Last Updated on Tuesday, 4 May 2021, 20:16 by Denis Chabrol
Opposition APNU+AFC parliamentarian Amanza Walton-Desir said she told police that she feared City businessman Roshan Khan’s call for her to be “marked” because she said the support-base of the People’s Progressive Party (PPP) was “mentally lazy people.”
But Mr. Khan later appeared on YouTube, defending his call for her to be “marked”, saying he was merely urging Indo-Guyanese to ignore the People’s National Congress Reform-led coalition at the next general and regional elections if there was no apology. “Certain persons, political spinners are trying to spin the word ‘mark’. Mark the moment in time when this was said, mark the words that were used and by whom and mark them to remember when they come to ask for your votes because they will come to ask for your vote, being a politician and unless they offer the necessary corrective words and show care and concern for all then they must be marked not to be listened to and not to be voted for,” he said.
The PPP and its allied Indian Arrival Committee (IAC) have since expressed concern about Ms. Walton-Desir’s comments, and the non-governmental organisation plans to lodge a complaint with the Ethnic Relations Commission (ERC) whose life has come to an end. She said on a Facebook discussion with opposition activist and political scientist David Hinds that PPP supporters were being easily manipulated by their party rather than being free and enjoying self-determination. “They are a bunch of mentally lazy people and so the PPP understands this very, very well and they capitalise on it,” she said.
Speaking with reporters outside the CID Headquarters on Tuesday, she denied saying so. “I will continue to say that at no point did I make that statement about Indo-Guyanese.” she said. At the same time, she urged Guyanese to come to a point to grapple with serious “developmental” issues such as reliable electricity and Internet services, the COVID-19 pandemic and related learning gaps and rising cost-of-living. Ms. Walton-Desir slammed those who she said were stoking racial tensions against her by Indo-Guyanese, saying they had no genuine interest in resolving the race question in Guyana. “They prefer to lynch Amanza but I will say this: I hope that when the lynching of Amanza is completed that we sit down and we have the conversation about race but I bet you that all of them that are creating this firestorm will not want to have that conversation on race because what I said remains. There are those in our society that do not wish to see a united Guyana, they are those in our society who benefit from a divided Guyana to the extent that they will twist my words to prey on the fears and the insecurity of some,” she said. She appealed for a ‘New Guyana’ even as she said she was tired of hearing about the historic race realities in Guyana.
Mr. Khan, who is no stranger to controversy because of Social Media comments he had made during the 2020 general election campaign while he was an ERC Commissioner, has been incensed by the APNU+AFC lawmaker’s comments, prompting him to call on Indo-Guyanese, Afro-Guyanese and all other ethnicities to call for her expulsion and protest against her. “Indo-Guyanese need to picket Parliament and her home and everywhere she is or goes. Supported by Afri and all ethnicities!!,” he said. Labelling Ms. Walton-Desir an “evil one of hate”, Mr. Khan further urged that “we must target her with sleeplessness via peaceful means.”
The opposition legislator insisted that she was not taking Mr. Khan’s “marked” comment lightly and she has included this in written and oral statements to police because he has access to weaponry as the owner of a security company. “What concerns me is that these statements are coming from a man that has one of the largest security firms in Guyana and, therefore, has access to significant weaponry and so I am not prepared to let it be,” said Ms. Walton-Desir, an Attorney-at-Law by profession. Asked whether she included that concern in any of her statements to police, she said she stated how she felt in a statement and to the police verbally.
Mr. Khan urged her to admit that she made a mistake and move one. “Amanza Walton Desir is an intellectual and needs to pleasantly address Guyanese and express regrets to create the harmony and love we all so desire as one people. This is a grand opportunity to create positives from a major error. I stretch my hands in dignity and respect,” he said.
Opposition Leader Joseph Harmon had frowned on Mr. Khan’s utterances during the election campaign in an address to the ERC’s first national conversation on race relations.
The opposition coalition draws the bulk of its support from Afro-Guyanese and the PPP from Indo-Guyanese.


**What to do**
Look through the entries below and report every line that has "will".

**Data provided**
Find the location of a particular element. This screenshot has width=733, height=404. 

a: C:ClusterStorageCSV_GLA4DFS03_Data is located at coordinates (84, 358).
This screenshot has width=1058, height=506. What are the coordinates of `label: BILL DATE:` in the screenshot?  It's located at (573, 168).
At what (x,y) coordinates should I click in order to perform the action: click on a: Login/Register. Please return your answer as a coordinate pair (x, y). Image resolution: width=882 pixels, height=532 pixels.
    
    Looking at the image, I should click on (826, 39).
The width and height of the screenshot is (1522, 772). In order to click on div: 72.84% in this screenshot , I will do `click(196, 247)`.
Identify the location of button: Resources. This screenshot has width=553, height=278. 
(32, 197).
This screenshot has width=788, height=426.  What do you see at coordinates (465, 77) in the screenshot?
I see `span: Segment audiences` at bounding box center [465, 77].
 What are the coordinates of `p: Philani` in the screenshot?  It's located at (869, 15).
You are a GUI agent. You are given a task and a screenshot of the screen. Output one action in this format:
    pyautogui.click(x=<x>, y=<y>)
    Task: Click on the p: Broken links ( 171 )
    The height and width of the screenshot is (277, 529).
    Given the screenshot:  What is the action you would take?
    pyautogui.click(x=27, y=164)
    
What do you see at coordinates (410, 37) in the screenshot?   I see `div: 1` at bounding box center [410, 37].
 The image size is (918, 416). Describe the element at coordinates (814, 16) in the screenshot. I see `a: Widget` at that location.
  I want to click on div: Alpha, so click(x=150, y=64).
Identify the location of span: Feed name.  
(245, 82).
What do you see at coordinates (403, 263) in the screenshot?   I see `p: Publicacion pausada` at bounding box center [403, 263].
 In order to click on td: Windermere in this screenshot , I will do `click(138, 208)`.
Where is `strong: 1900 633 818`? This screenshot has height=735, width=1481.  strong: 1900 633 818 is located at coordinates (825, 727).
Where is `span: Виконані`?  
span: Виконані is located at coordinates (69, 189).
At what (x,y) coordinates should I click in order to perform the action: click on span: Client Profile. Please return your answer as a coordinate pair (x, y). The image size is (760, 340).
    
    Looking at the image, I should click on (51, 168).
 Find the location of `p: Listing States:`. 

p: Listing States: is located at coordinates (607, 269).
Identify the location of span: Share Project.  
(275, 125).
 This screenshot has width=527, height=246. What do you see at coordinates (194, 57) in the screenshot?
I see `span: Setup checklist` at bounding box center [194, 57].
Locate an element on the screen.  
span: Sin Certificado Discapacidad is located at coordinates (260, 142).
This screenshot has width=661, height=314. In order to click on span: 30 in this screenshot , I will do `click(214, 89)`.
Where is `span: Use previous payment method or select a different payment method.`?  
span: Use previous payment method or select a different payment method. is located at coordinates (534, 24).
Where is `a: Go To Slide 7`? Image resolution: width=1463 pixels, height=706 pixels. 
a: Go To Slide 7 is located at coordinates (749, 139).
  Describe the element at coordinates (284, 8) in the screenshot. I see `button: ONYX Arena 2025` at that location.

**Task output**
The width and height of the screenshot is (1522, 772). In order to click on div: 72.84% in this screenshot , I will do `click(196, 247)`.
 In order to click on td: Windermere in this screenshot , I will do `click(138, 208)`.
This screenshot has width=661, height=314. In order to click on span: 30 in this screenshot , I will do `click(214, 89)`.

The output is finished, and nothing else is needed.